I’ve never been to the casino before but it was easy to find, rising over the skyline like a top-heavy cruise liner. Maybe a live sheep ship would be a more appropriate description, though it smelled a bit better.

The contrast in habitats that bookended my day was extraordinary.
A smoking fire, several dogs, a riffling wind on the skin of the inlet, peppermint tree flowers dropping onto black earth like snow. Five black swans in a line on the water, the air spackling as they shattered the silence taking off, their strobe flash of white and black wings.

A car park patrolled by casino security and a man in hi-vis, shorts and joggers carrying a plastic bag, looking for cigarette butts. Then marble stairs and escalators and psychedelic carpets and lights and bouncers and pokies and high heels. A constant heart throb of music.

I was lured to this fresh heterotopia as a story teller for the opening of the national seafood industry conference. That was the cool bit about being in the casino, because just about everyone at the conference were fisher folk and as I read from my book, I could almost hear their nods and smiles. They totally got what I was saying. Later I met Tasmanian lobster men (who complained about the seals), American and Indian delegates checking out the Australian commercial fishing scene, women-in-fishing advocates (who complained about the seals), South Australian crabbers, a vet nurse (husband to a fisherman who complained about the seals but wanted to protect them herself) and industry groups including the government fisheries mob (who complained, tinged with a grudging respect, about my old boss).

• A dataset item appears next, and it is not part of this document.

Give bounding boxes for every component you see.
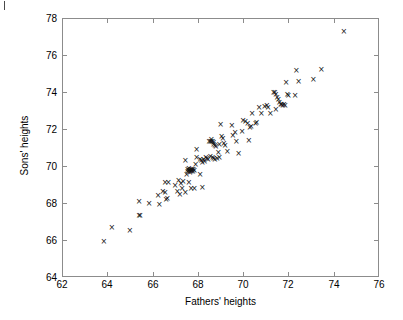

“They get a bit rowdy,” said K, who’d spent twelve months organising the event, “because they haven’t seen each other for ages. This is about the only time they get together.” And she was right. It was raucous, warm and collegial. After all that I drove to my daughter’s new house. Well, that’s a detour around the truth because I did get lost in the boondocks for an hour or so. Then I fell into a mattress on the floor and woke up the next morning to Pearlie and Gracie.

Gracie, ahh Gracie, grown so robust and talkative … I feel that generational heart skip when I look at my granddaughter. This child is of my own ilk, I think. She knows me. I know her. She is nearly three. I understand her moments of fury and cackling hilarity, her curiousity, aloofness and generosity.
“Nanna Sairwa,” she said, pointing to my tree necklace. “Can I put it on me?”